1. Increase fuel efficiency
Better fuel efficiency is a first step to reduce the carbon footprint of air travel. Increased fuel efficiency could cut the carbon footprint of airlines by up to 2.5% each year. Airlines can do this by replacing older planes with more fuel-efficient models, carrying more passengers or cargo per flight, and using technology to avoid airports with high traffic.
While it is essential to cut emissions more deeply than this, strengthening efficiency standards and funding new efficient technologies are a great starting point. The US Congress should help by strengthening efficiency standards and funding new efficient technologies.
2. Shift to other forms of transportation
Let’s face it: An individual’s choice to fly is one of the most carbon-intensive choices one can make. Choosing to take a train or a bus instead can do the planet a huge favor and lessen the impact of your travel. Our local, state, and federal governments can make this decision even easier through investment in these alternative forms of public transportation.
Imagine how a modernized, high-speed US train system could make life easier for us and the climate!
3. Develop electric planes & less harmful jet fuels
There are a lot of technological advances happening in air travel, but innovations like electric planes are still a decade or more away. Congressional support for research could speed up this timeline, but until long-distance electric planes are developed, many flights will rely on liquid fuels -- which have a higher energy density than batteries.
Changing the makeup of jet fuel can reduce emissions. Most promising are "power-to-liquid” fuels, which can be made with only water, carbon dioxide, and 100% renewable electricity!
4. Remove carbon from the atmosphere
For the aviation industry to truly be a partner in the global effort to limit warming to 1.5 degrees Celsius, they should support natural ecosystem restoration to help compensate for any residual emissions in the atmosphere.
Restoration of ecosystems such as mangroves, tropical forests, and seagrass meadows can store sizable amounts of carbon at a large scale. In tandem with other forms of emission reductions from the aviation industry, these nature-based solutions to the climate crisis can help us to avoid dangerous climate impacts.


* **WHAT THE TASK ASKS**
Restate word for word only the lines running from the one with "t=Y1, r=X2, b=Y2." to the end of the data, both ends included. Omit any pictures.
[[ MATERIAL FOR THE TASK, beginning ]]
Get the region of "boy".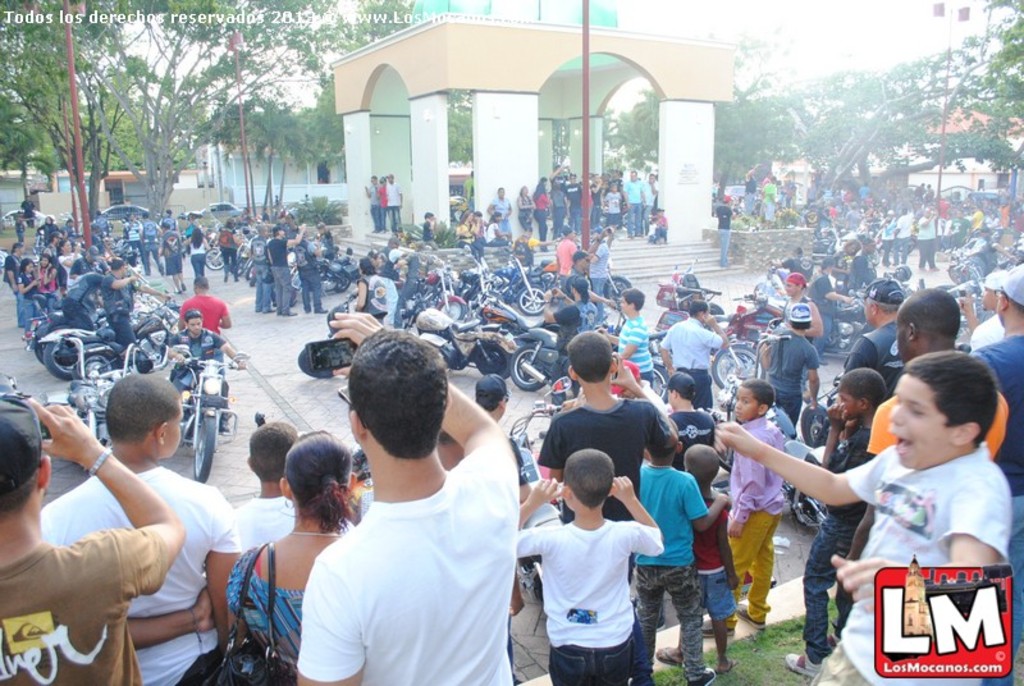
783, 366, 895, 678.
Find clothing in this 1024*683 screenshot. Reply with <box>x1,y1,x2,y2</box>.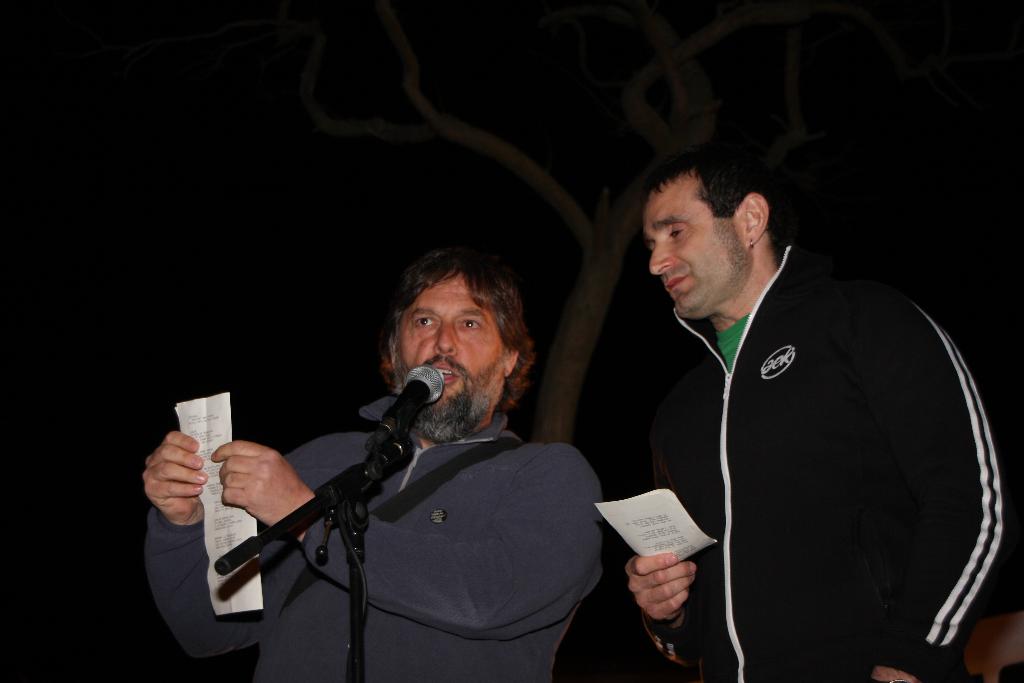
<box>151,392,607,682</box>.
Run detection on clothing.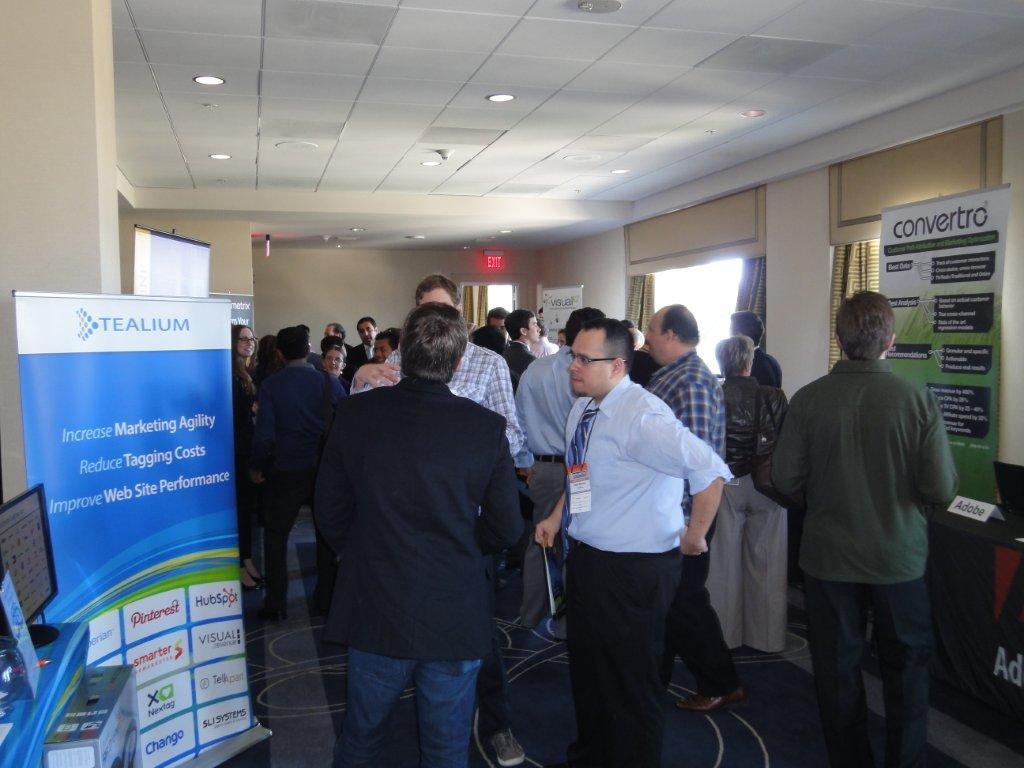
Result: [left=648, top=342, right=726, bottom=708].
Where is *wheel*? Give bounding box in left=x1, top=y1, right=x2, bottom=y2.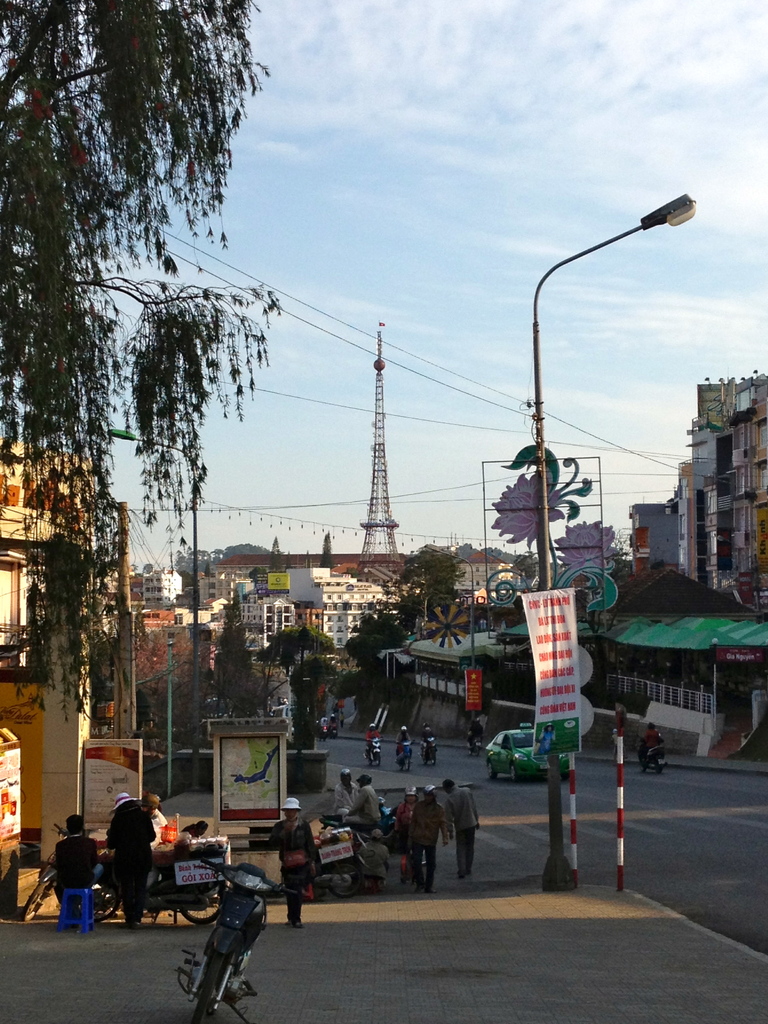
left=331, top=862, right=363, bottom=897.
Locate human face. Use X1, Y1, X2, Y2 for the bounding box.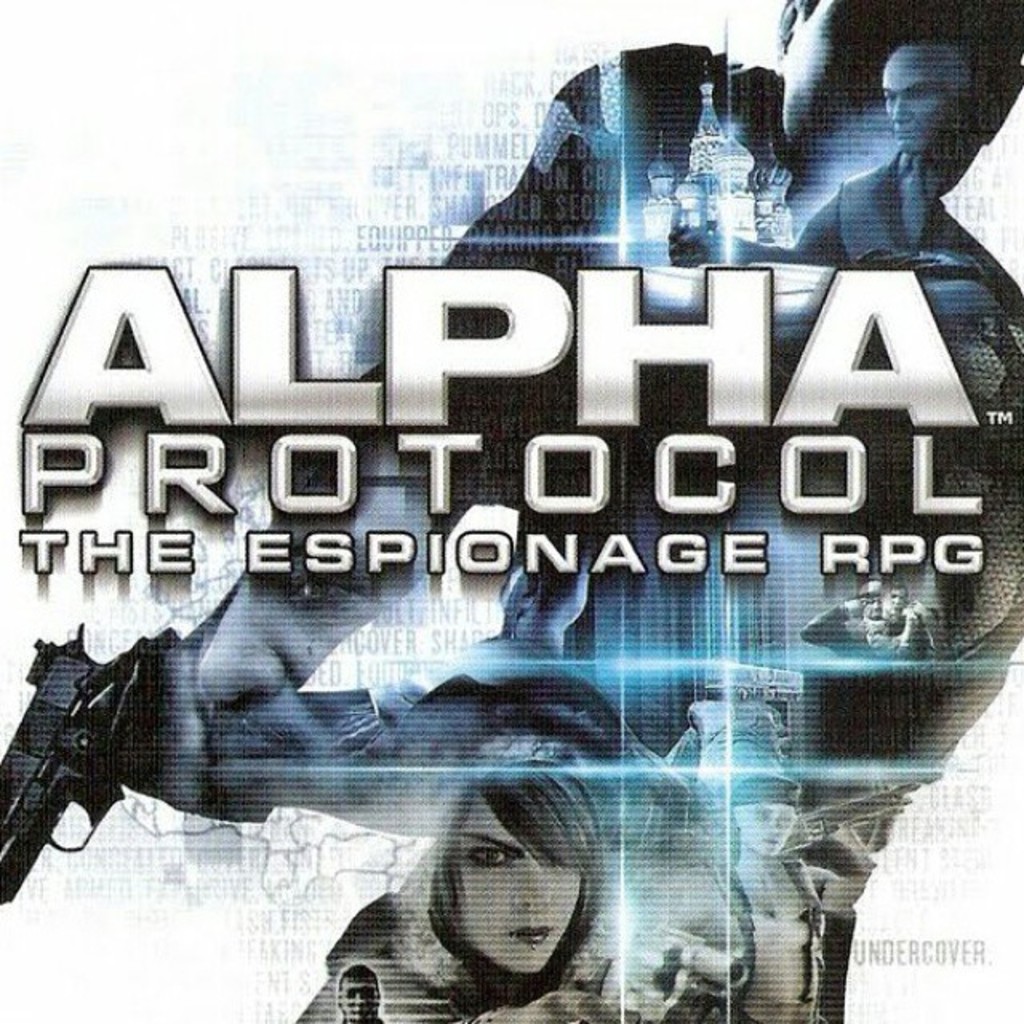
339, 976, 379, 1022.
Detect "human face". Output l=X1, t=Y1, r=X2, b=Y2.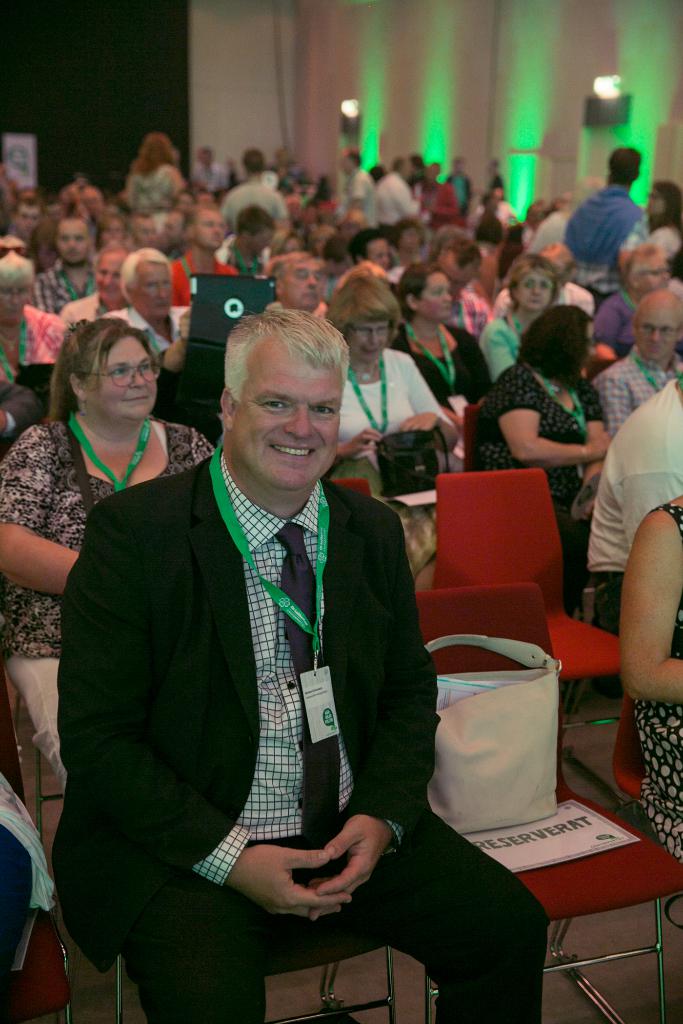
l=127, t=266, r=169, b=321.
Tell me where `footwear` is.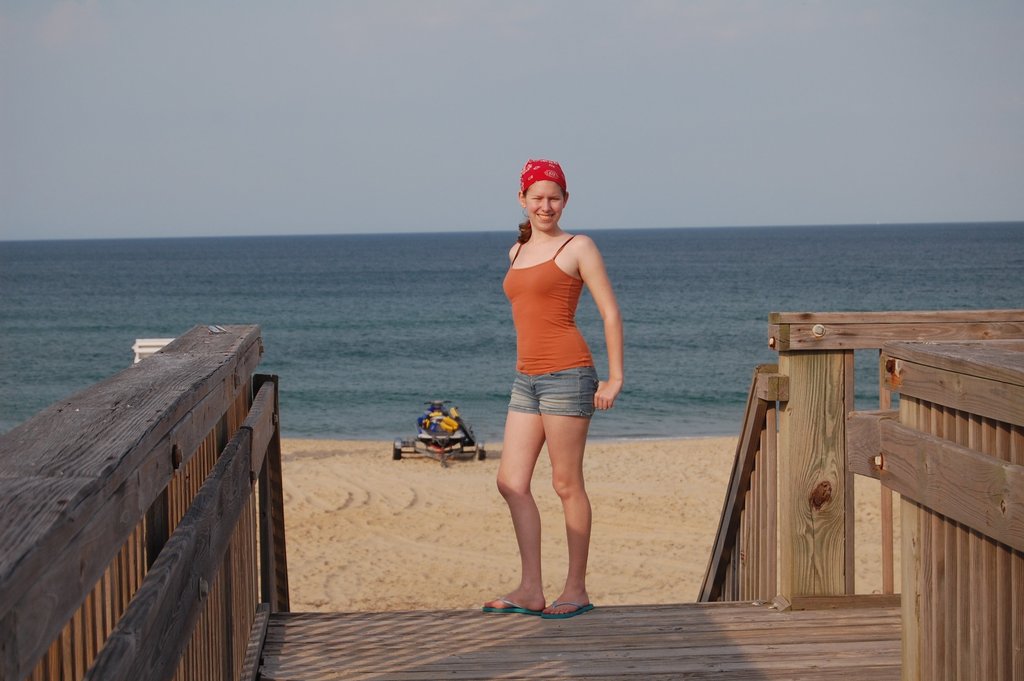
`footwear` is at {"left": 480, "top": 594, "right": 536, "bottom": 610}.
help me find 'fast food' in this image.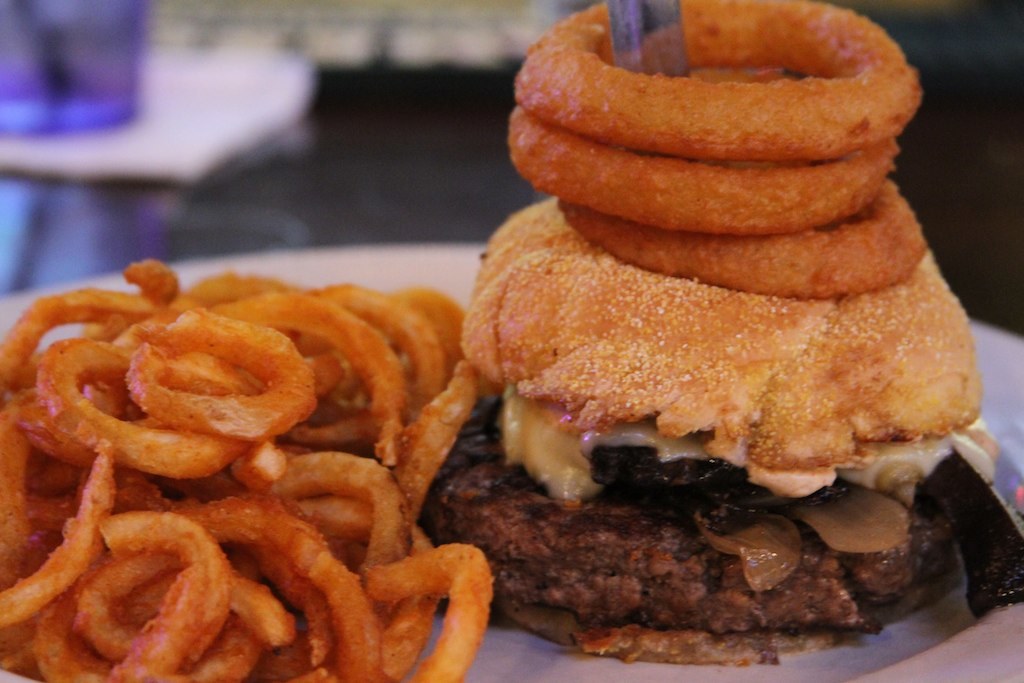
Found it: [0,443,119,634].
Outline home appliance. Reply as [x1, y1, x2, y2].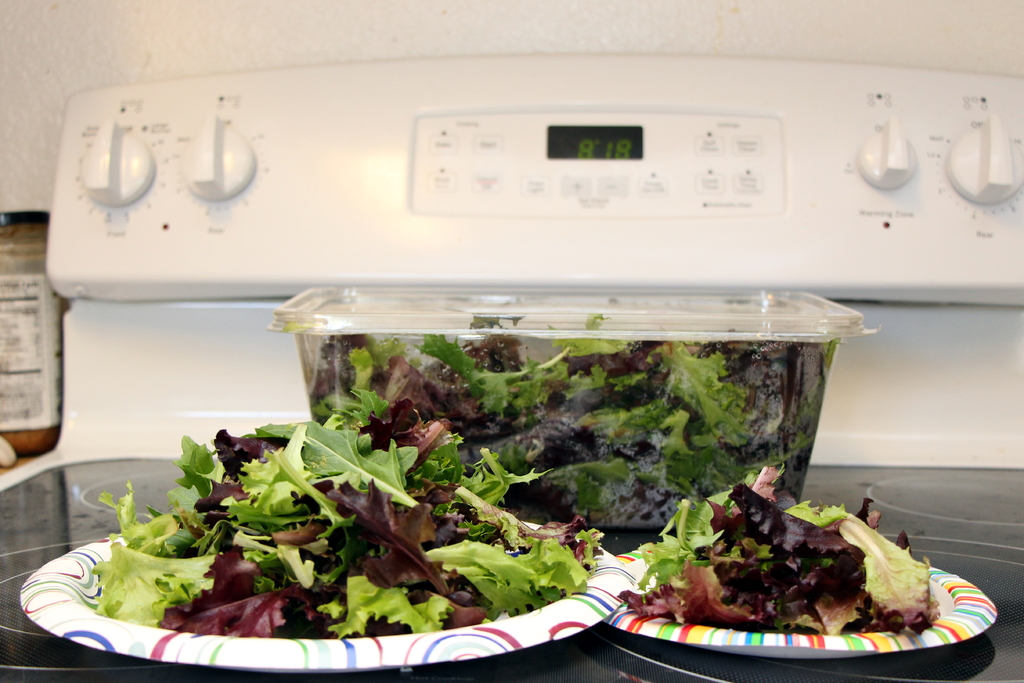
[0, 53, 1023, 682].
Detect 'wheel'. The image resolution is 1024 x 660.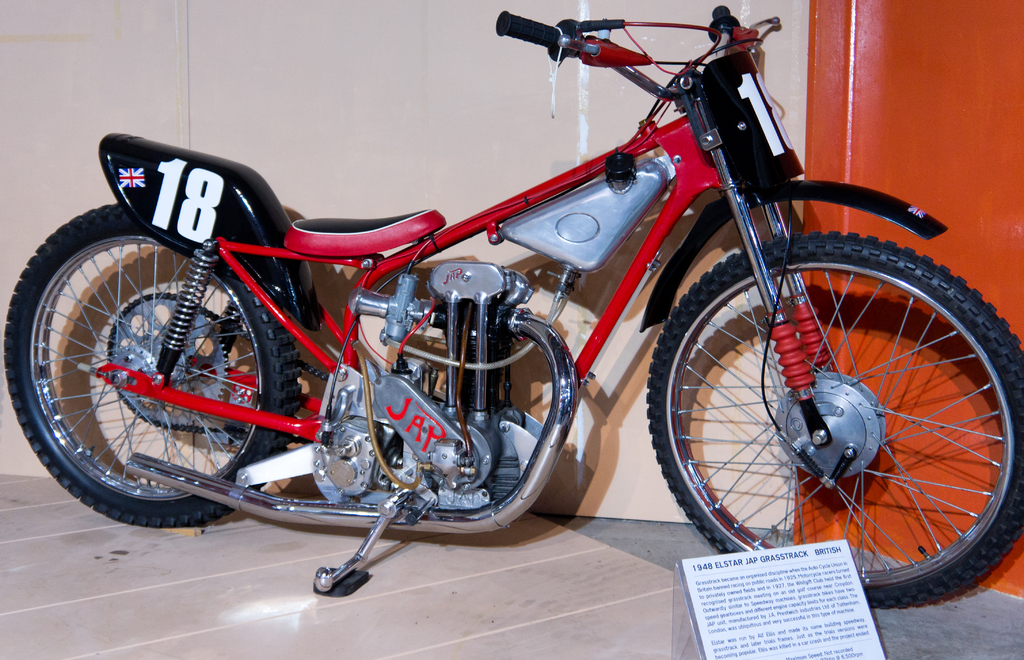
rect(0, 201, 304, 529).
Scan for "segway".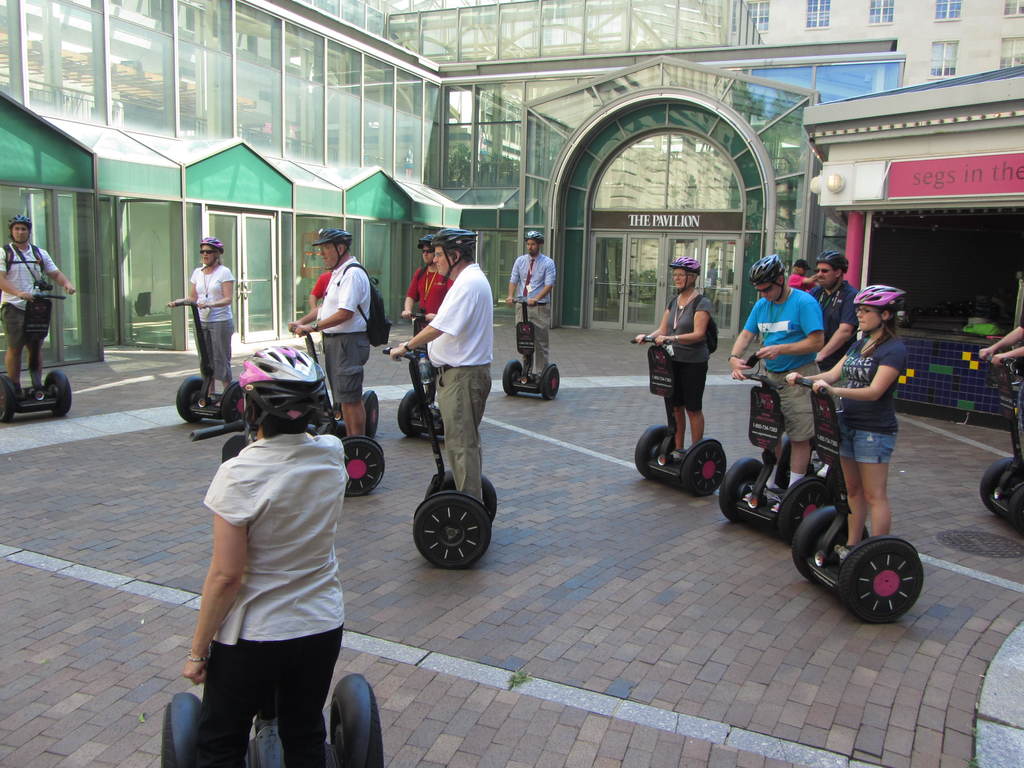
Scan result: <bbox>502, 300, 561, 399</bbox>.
[[ MATERIAL FOR THE TASK, end ]]
* **OUTPUT**
Detect "human face". Output l=X1, t=Y1, r=X2, b=Y2.
l=127, t=266, r=169, b=321.
Tell me where `footwear` is.
`footwear` is at {"left": 480, "top": 594, "right": 536, "bottom": 610}.
help me find 'fast food' in this image.
Found it: [0,443,119,634].
Outline home appliance. Reply as [x1, y1, x2, y2].
[0, 53, 1023, 682].
Detect 'wheel'. The image resolution is 1024 x 660.
rect(0, 201, 304, 529).
Scan for "segway".
Scan result: <bbox>502, 300, 561, 399</bbox>.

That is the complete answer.